Living for Christ or Living for Causes: Unmasking Modern Idolatry
- Jack Selcher
- Aug 7, 2024
- 3 min read
Updated: 5 days ago

Summary
Doing good deeds or serving worthy causes can quietly replace God as the center of life. Scripture teaches that our purpose is not generic goodness but abiding in Christ and doing the works God specifically planned. When good feelings, success, or causes take God’s place, idolatry results. True freedom comes from exclusive devotion to Christ, who alone gives meaning, direction, and lasting fruit.
When Good Causes Replace God
The last verse of “What I Live For” by George Linnaeus Banks: “I live for those who love me, Whose hearts are kind and true, For heaven that smiles above me, And waits my spirit too; For the cause that lacks assistance, For the wrong that needs resistance, For the future in the distance, And the good that I can do.”1 I’ve loved that poem since I memorized part of it in elementary school. Now I see it's subtle idolatry.
How many causes need assistance? How many wrongs need resistance? More than we can count. How do we choose what to do? Did God create us to find purpose in whatever good we do? No.
Unmasking Modern Idolatry
Our purpose is to do the specific good deeds God has planned. “For we are God’s masterpiece. He has created us anew in Christ Jesus, so we can do the good things he planned for us long ago” (Ephesians 2:10 NLT). To discern them, we must remain dependent on God. Let's unmask modern idolatry.
Doing Good Without Abiding in Christ
We can offer assistance and resistance and do what most people call good things without any faith connection to Jesus the Vine. Secular philanthropists do it all the time.
Our purpose is not to do good things for God, per se. It is abiding in Jesus who is the ultimate source of those good things (John 15:5).
“He died for everyone so that those who receive his new life will no longer live for themselves. Instead, they will live for Christ, who died and was raised for them” (2 Corinthians 5:15 NLT).
When Good Feelings Become Idols
Many find purpose in helping people without living for Christ. The good things they do make them feel good, but those feelings are the enemy of the best—knowing and living for Jesus. As it is, the giver receives glory and good feelings, but God gets no glory. It’s the off-centered living of idolatry.
God’s Call to Exclusive Devotion
The Apostle John instructs us to keep ourselves from idols (1 John 5:21). The Apostle Paul tells us to flee idolatry (1 Corinthians 10:14). God is the only worthy center for life. But the idolater organizes life around someone or something else.
These people or things that are God’s rivals fill our minds and time. They receive too much of our money. Our hearts march to their beats. We aren’t God-centered and God-governed. We think we’re self-governed, but numerous misdirected loyalties rule our lives.
The gods of Egypt were thought to rule many parts of life. The Egyptians worshipped many gods to maximize their blessings.
The children of Israel lived in Egypt for more than 400 years. Egyptian beliefs surely influenced them, but God commanded them not to imitate their former masters and worship many gods (Leviticus 20:1-6).
God compared worshipping other gods to prostitution (Isaiah 1:21-22). He wasn’t their first love. The church is Christ’s bride (Ephesians 5:22-33). He doesn’t want to share her with anyone else.
Today, other gods compete with God’s demand for exclusive worship. Modern idolatry provides our identity, security, and meaning. Is God our defining passion? What competes with Him for our thoughts, time, money, and energy?
A few of the candidates follow. Relationships? Appearance? Success? Power? Sex? Reputation? Safety? Pride? Pleasure? Prestige? Possessions? Cause? Image? Dreams? Vocational goals? Others’ approval? Greed? Self-seeking priorities? Jealousy? Prejudice? Doing what is easiest?
The Captivity of Modern Idolatry
What are the consequences of our idolatry? When God doesn’t reign, fear and anxiety take His place.
God sent Israel into captivity because of idolatry. Idolatry is captivity. Whatever we value more than God controls us. We probably need numerous "idolectomies." Let’s consider some things we might need to remove.
A “Christian” faith without denying ourselves and following Jesus. A Jesus that isn’t fully God and fully man. A human religious authority to whom we bow. A “God” that fits our whims and convenience. A much too small “man upstairs.” Modern idolatry is everywhere. Do you know why people worship idols?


Please find all lines containing "JFMAMJJASOND" in the listing below and copy them.

====

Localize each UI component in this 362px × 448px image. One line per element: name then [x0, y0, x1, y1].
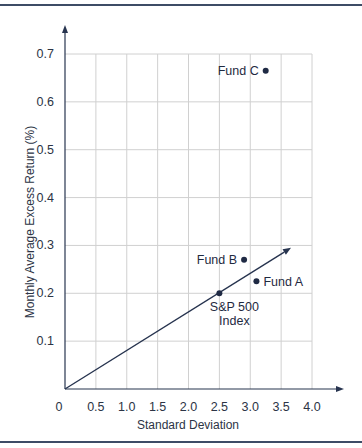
x-tick-label: 3.5 [272, 400, 289, 414]
y-axis-arrowhead [62, 25, 68, 33]
point-s-p-500-index [216, 290, 222, 296]
x-tick-label: 3.0 [242, 400, 259, 414]
point-fund-a [253, 278, 259, 284]
y-tick-label: 0.2 [37, 286, 54, 300]
x-tick-label: 0.5 [87, 400, 104, 414]
x-axis-title: Standard Deviation [137, 418, 239, 432]
point-fund-b [241, 257, 247, 263]
y-axis-title: Monthly Average Excess Return (%) [23, 126, 37, 319]
x-tick-label: 1.5 [149, 400, 166, 414]
label-s-p-500-index: Index [219, 314, 250, 328]
x-tick-label: 2.5 [211, 400, 228, 414]
axes [62, 25, 344, 392]
x-axis-arrowhead [336, 386, 344, 392]
y-tick-label: 0.4 [37, 191, 54, 205]
x-tick-labels: 00.51.01.52.02.53.03.54.0 [56, 400, 321, 414]
y-tick-label: 0.5 [37, 143, 54, 157]
y-tick-label: 0.3 [37, 238, 54, 252]
capital-market-line [65, 248, 291, 389]
label-fund-c: Fund C [218, 64, 259, 78]
label-fund-b: Fund B [197, 253, 237, 267]
x-tick-label: 4.0 [303, 400, 320, 414]
risk-return-chart: 00.51.01.52.02.53.03.54.0 0.10.20.30.40.… [0, 0, 362, 448]
y-tick-labels: 0.10.20.30.40.50.60.7 [37, 47, 54, 348]
point-fund-c [263, 68, 269, 74]
label-s-p-500-index: S&P 500 [210, 300, 259, 314]
x-tick-label: 2.0 [180, 400, 197, 414]
cml-line [65, 252, 284, 389]
y-tick-label: 0.1 [37, 334, 54, 348]
cml-arrowhead [283, 248, 291, 255]
grid [65, 54, 312, 389]
x-tick-label: 0 [56, 400, 63, 414]
x-tick-label: 1.0 [118, 400, 135, 414]
label-fund-a: Fund A [263, 275, 303, 289]
y-tick-label: 0.6 [37, 95, 54, 109]
y-tick-label: 0.7 [37, 47, 54, 61]
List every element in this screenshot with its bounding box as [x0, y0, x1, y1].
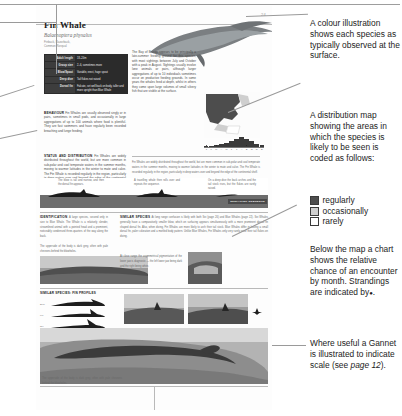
behaviour-section: BEHAVIOUR Fin Whales are usually observe… — [44, 111, 126, 133]
similar-species-text: At long range confusion is likely with b… — [120, 216, 268, 238]
fact-value: Variable, erect, huge spout — [75, 69, 127, 75]
list-item: Sei — [40, 319, 112, 328]
chart-bar — [239, 137, 243, 147]
latin-name: Balaenoptera physalus — [44, 32, 92, 38]
table-row: Group size 2–6, sometimes more — [45, 62, 127, 68]
legend-item-regularly: regularly — [310, 196, 368, 205]
similar-species-heading: SIMILAR SPECIES — [120, 215, 150, 219]
fin-silhouette — [51, 297, 105, 306]
note-gannet: Where useful a Gannet is illustrated to … — [310, 338, 402, 370]
legend-item-rarely: rarely — [310, 217, 368, 226]
fin-profiles-heading: SIMILAR SPECIES: FIN PROFILES — [40, 291, 112, 295]
list-item: Blue — [40, 297, 112, 306]
similar-species-caption: At close range the asymmetrical pigmenta… — [120, 254, 182, 268]
behaviour-heading: BEHAVIOUR — [44, 111, 64, 115]
list-item: Fin — [40, 308, 112, 317]
table-row: Blow/Spout Variable, erect, huge spout — [45, 69, 127, 75]
field-guide-page: 24 Fin Whale Balaenoptera physalus Finba… — [36, 6, 272, 410]
chart-month-label: A — [219, 147, 223, 152]
whale-photo-jaw — [188, 252, 222, 284]
surfacing-sequence-tag: SURFACING SEQUENCE — [228, 199, 267, 204]
fin-profile-label: Blue — [40, 303, 49, 306]
table-row: Adult length 18–24m — [45, 55, 127, 61]
surfacing-sequence: The blow is tall and narrow, and then th… — [40, 178, 268, 208]
map-caption-text: Fin Whales are widely distributed throug… — [132, 160, 260, 174]
note-chart: Below the map a chart shows the relative… — [310, 244, 402, 298]
chart-month-labels: JFMAMJJASOND — [204, 147, 264, 152]
fact-key: Deep dive — [45, 77, 75, 83]
table-row: Deep dive Tail flukes not raised — [45, 77, 127, 83]
section-rule — [132, 156, 260, 157]
note-map: A distribution map showing the areas in … — [310, 110, 402, 164]
identification-text: A large species, second only in size to … — [40, 216, 108, 238]
fin-profiles-section: SIMILAR SPECIES: FIN PROFILES Blue Fin S… — [40, 291, 112, 330]
legend-swatch-regularly — [310, 196, 319, 205]
bottom-divider — [154, 386, 155, 410]
chart-month-label: S — [244, 147, 248, 152]
fact-key: Group size — [45, 62, 75, 68]
surfacing-note: A travelling whale then rolls over and r… — [134, 179, 180, 187]
fin-profile-label: Fin — [40, 314, 49, 317]
chart-month-label: J — [234, 147, 238, 152]
fact-value: 18–24m — [75, 55, 127, 61]
section-rule — [40, 212, 268, 213]
surfacing-note: The blow is tall and narrow, and then th… — [58, 179, 104, 187]
fact-value: 2–6, sometimes more — [75, 62, 127, 68]
whale-photo-fin-a — [124, 294, 184, 324]
legend-swatch-rarely — [310, 217, 319, 226]
status-continued-text: The Bay of Biscay appears to be principa… — [132, 50, 196, 93]
fact-key: Adult length — [45, 55, 75, 61]
legend-item-occasionally: occasionally — [310, 207, 368, 216]
fin-silhouette — [51, 308, 105, 317]
chart-month-label: D — [260, 147, 264, 152]
whale-photo-fin-b — [188, 294, 248, 324]
section-rule — [40, 288, 268, 289]
chart-month-label: N — [254, 147, 258, 152]
legend-label: occasionally — [323, 207, 369, 215]
leader-line-left-title — [0, 22, 56, 23]
annotation-column: A colour illustration shows each species… — [283, 0, 400, 416]
leader-line-left-behaviour — [0, 130, 37, 139]
identification-section: IDENTIFICATION A large species, second o… — [40, 215, 108, 239]
chart-month-label: J — [204, 147, 208, 152]
map-legend: regularly occasionally rarely — [310, 196, 368, 228]
fact-value: Tail flukes not raised — [75, 77, 127, 83]
leader-line-vertical — [56, 4, 57, 74]
fin-silhouette — [51, 319, 105, 328]
monthly-encounter-chart: JFMAMJJASOND — [204, 136, 264, 152]
chart-month-label: M — [214, 147, 218, 152]
chart-month-label: F — [209, 147, 213, 152]
legend-label: regularly — [323, 196, 355, 204]
chart-bar — [234, 139, 238, 147]
note-illustration: A colour illustration shows each species… — [310, 18, 402, 61]
similar-species-section: SIMILAR SPECIES At long range confusion … — [120, 215, 268, 239]
chart-month-label: J — [229, 147, 233, 152]
chart-month-label: M — [224, 147, 228, 152]
page-reference: page 12 — [351, 360, 381, 370]
surfacing-silhouettes — [40, 188, 268, 198]
fact-key: Dorsal fin — [45, 84, 75, 93]
identification-caption: The upperside of the body is dark grey, … — [40, 244, 108, 254]
gannet-scale-illustration — [250, 306, 264, 328]
fact-value: Falcate, set well back on body, taller a… — [75, 84, 127, 93]
fact-key: Blow/Spout — [45, 69, 75, 75]
legend-label: rarely — [323, 217, 344, 225]
chart-bars — [204, 137, 264, 147]
chart-month-label: A — [239, 147, 243, 152]
legend-swatch-occasionally — [310, 207, 319, 216]
leader-line-left-facts — [0, 85, 34, 97]
identification-heading: IDENTIFICATION — [40, 215, 67, 219]
photo-caption: The upperside of the body is dark grey, … — [42, 377, 122, 385]
chart-month-label: O — [249, 147, 253, 152]
other-names: Finback, Razorback, Common Rorqual — [44, 40, 70, 49]
distribution-map — [204, 92, 260, 138]
status-heading: STATUS AND DISTRIBUTION — [44, 154, 92, 158]
table-row: Dorsal fin Falcate, set well back on bod… — [45, 84, 127, 93]
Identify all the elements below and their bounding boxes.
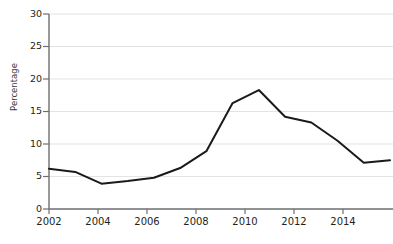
y-axis bbox=[43, 14, 49, 209]
x-tick-label-2008: 2008 bbox=[176, 216, 216, 227]
x-tick-label-2014: 2014 bbox=[323, 216, 363, 227]
x-axis bbox=[49, 209, 393, 214]
data-series-line bbox=[49, 90, 390, 184]
x-tick-label-2012: 2012 bbox=[274, 216, 314, 227]
x-tick-label-2010: 2010 bbox=[225, 216, 265, 227]
plot-area bbox=[0, 0, 393, 244]
y-gridlines bbox=[49, 14, 393, 177]
chart-figure: Percentage 30 25 20 15 10 5 0 bbox=[0, 0, 393, 244]
x-tick-label-2004: 2004 bbox=[78, 216, 118, 227]
x-tick-label-2006: 2006 bbox=[127, 216, 167, 227]
x-axis-tick-labels: 2002 2004 2006 2008 2010 2012 2014 bbox=[0, 216, 393, 232]
x-tick-label-2002: 2002 bbox=[29, 216, 69, 227]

====

Reply
chart-month-labels: JFMAMJJASOND — [204, 147, 264, 152]
monthly-encounter-chart: JFMAMJJASOND — [204, 136, 264, 152]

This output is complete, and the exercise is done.